Karen Ralph and other artists who have painted and sculpted the human form show that art seeks a vernacular, seeks a code that is in itself unoriginal but fundamentally about communication. Literature is a code which shows that there is originality in arranging words: as great painting shows that there is originality in placing simple brushstrokes on a canvas if enough of them are put down in the right order an in the right places. In addition to her computer-age cut-and-paste vernacular, Ralph’s vernacular is also in casting and in performance. They are codes of her attempt to find meaning, and to speak that meaning in an original voice…while acknowledging the risk of not making an original statement. This is the courage of the artist.

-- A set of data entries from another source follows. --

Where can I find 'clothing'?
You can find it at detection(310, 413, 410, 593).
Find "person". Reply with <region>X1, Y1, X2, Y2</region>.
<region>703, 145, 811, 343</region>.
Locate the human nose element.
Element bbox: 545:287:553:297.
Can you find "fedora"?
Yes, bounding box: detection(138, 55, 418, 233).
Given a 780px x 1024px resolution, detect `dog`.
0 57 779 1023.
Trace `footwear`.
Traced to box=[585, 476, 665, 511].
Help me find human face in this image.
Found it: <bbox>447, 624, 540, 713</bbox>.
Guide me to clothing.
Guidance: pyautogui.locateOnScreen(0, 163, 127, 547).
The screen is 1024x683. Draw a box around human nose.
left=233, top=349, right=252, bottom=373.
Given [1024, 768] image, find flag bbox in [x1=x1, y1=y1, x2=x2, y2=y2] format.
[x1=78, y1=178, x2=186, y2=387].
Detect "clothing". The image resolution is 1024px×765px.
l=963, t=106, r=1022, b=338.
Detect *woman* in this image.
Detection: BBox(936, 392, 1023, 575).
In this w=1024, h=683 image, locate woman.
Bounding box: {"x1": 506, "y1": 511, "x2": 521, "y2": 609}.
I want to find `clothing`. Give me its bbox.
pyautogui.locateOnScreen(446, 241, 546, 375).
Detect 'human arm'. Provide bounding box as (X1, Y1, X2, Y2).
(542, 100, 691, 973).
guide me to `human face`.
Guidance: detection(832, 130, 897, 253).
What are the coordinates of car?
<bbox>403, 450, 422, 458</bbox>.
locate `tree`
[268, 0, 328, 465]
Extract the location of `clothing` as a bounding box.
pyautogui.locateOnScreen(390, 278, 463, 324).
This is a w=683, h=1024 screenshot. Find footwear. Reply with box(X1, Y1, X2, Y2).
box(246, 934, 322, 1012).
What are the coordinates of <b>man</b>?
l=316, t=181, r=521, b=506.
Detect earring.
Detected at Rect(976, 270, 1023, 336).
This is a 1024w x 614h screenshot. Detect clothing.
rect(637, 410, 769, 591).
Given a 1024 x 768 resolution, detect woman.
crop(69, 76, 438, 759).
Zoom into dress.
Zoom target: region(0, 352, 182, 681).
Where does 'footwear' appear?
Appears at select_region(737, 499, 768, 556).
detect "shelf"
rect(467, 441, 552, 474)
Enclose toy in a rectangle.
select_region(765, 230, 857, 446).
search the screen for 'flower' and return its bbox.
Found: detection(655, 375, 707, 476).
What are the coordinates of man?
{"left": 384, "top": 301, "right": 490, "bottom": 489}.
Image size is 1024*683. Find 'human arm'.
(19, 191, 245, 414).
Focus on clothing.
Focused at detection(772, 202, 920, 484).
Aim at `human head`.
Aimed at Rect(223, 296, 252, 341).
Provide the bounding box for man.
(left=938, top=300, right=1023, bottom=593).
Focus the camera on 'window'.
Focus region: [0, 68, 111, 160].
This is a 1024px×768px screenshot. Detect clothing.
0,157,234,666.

The courage of the woman artist is to dare to speak knowing that she speaks collectively for all women. And the gift of the artist is to communicate without having to speak. Karen Ralph has both the courage and the gift.

Greg Olsen

 

WRITER BIO

GREG OLSEN was the president of the Alberta College of Art’s Student Association for the years before and after autonomy. He won the college’s Board of Governors Medal for Fine Art (Painting, Sculpture and Printmaking) when he graduated from printmaking in 1987. After art college, Olsen studied Industrial Design at the University of Calgary part time while he designed ergonomic office furniture for a living. In 1995, he graduated with a Masters in Environmental Design. Over the years, Olsen has privately maintained his art practice. Recently he has begun to think about art again, believing that he has, ‘…finally accumulated enough life to begin to have something to say with art”. Grcg Olsen lives in Calgary, Alberta.